In a December 5th story, the Star-Ledger also reported about how John J. Myers, the Archbishop of Newark, shielded at least four priests who had been accused of sexual abuse against children and one adult:

In the four instances, the priests have either admitted improper sexual contact, pleaded guilty to crimes stemming from accusations of sexual misconduct or been permanently barred from ministry by the archdiocese after allegations of sexual misconduct. 

In his Christmas message to the Vatican hierarchy, the Pope wrote that
“We must ask ourselves what we can do to repair as much as possible the injustice that has occurred.......We must ask ourselves what was wrong in our proclamation, in our whole way of living the Christian life, to allow such a thing to happen.”

In the past year, investigations in IrelandGermanyBelgiumthe Netherlands, and the United States have found that clerics from parish priests to those at high levels like Fr. Pecklers, committed sexual abuse against children in many cases.
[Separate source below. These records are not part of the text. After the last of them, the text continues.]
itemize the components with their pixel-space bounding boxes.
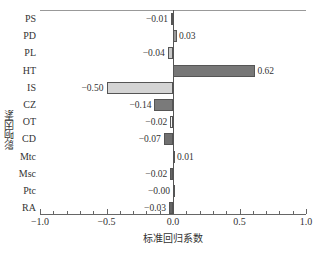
x-tick-label: 1.0 (300, 216, 313, 227)
x-minor-tick (213, 211, 214, 214)
x-minor-tick (293, 211, 294, 214)
value-label: −0.14 (129, 98, 151, 112)
bar (173, 65, 255, 77)
value-label: −0.02 (145, 167, 167, 181)
category-label: IS (0, 81, 36, 95)
x-minor-tick (93, 211, 94, 214)
x-minor-tick (266, 211, 267, 214)
category-label: OT (0, 115, 36, 129)
x-minor-tick (160, 211, 161, 214)
category-label: CD (0, 132, 36, 146)
category-label: HT (0, 64, 36, 78)
x-tick-label: −1.0 (31, 216, 49, 227)
category-label: PL (0, 46, 36, 60)
x-minor-tick (186, 211, 187, 214)
value-label: −0.00 (148, 184, 170, 198)
x-axis (40, 214, 306, 215)
value-label: 0.62 (257, 64, 274, 78)
category-label: PD (0, 29, 36, 43)
x-minor-tick (53, 211, 54, 214)
category-label: CZ (0, 98, 36, 112)
x-minor-tick (253, 211, 254, 214)
value-label: 0.01 (177, 150, 194, 164)
value-label: −0.01 (146, 12, 168, 26)
x-minor-tick (67, 211, 68, 214)
bar (154, 99, 173, 111)
x-minor-tick (133, 211, 134, 214)
x-minor-tick (146, 211, 147, 214)
category-label: Ptc (0, 184, 36, 198)
value-label: 0.03 (179, 29, 196, 43)
value-label: −0.50 (82, 81, 104, 95)
value-label: −0.07 (139, 132, 161, 146)
value-label: −0.02 (145, 115, 167, 129)
category-label: Msc (0, 167, 36, 181)
x-minor-tick (226, 211, 227, 214)
x-minor-tick (80, 211, 81, 214)
bar (164, 133, 173, 145)
value-label: −0.04 (143, 46, 165, 60)
x-tick-label: 0.5 (233, 216, 246, 227)
x-tick (240, 209, 241, 214)
x-minor-tick (279, 211, 280, 214)
x-minor-tick (120, 211, 121, 214)
x-tick (40, 209, 41, 214)
x-minor-tick (200, 211, 201, 214)
bar (107, 82, 174, 94)
category-label: RA (0, 201, 36, 215)
x-tick-label: −0.5 (97, 216, 115, 227)
x-tick (107, 209, 108, 214)
x-tick (306, 209, 307, 214)
zero-line (173, 10, 174, 214)
x-axis-label: 标准回归系数 (143, 230, 203, 245)
x-tick-label: 0.0 (167, 216, 180, 227)
category-label: PS (0, 12, 36, 26)
category-label: Mtc (0, 150, 36, 164)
And in many if not most cases, the church hierarchy covered up the abuse, sometimes moving priests with a history of sexually abusing children from parish to parish, and without informing parishioners of the priests' history.


In his Christmas letter, even though the Pope states that '“We are well aware of the particular gravity of this sin committed by priests and of our corresponding responsibility,”' he also says that the abuses should be viewed 'in the context of these times."'

But rather than blaming 'these times' for the catalogue of abuses committed around the world, should not the Pope be looking at the culture of the Roman Catholic Church, a culture that, indeed, shielded and continues to shield---to protect---clerics who committed terrible crimes? As a July 8 editorial from the National Catholic Reporter states, the hierarchy of the Roman Catholic Church is 'as it has evolved in the past half millennium is deeply damaged from within.'


Earlier this year, the Vatican revised its law on sexual abuse, a step in the right direction----but a step that seems to be not only too little, but too, too late.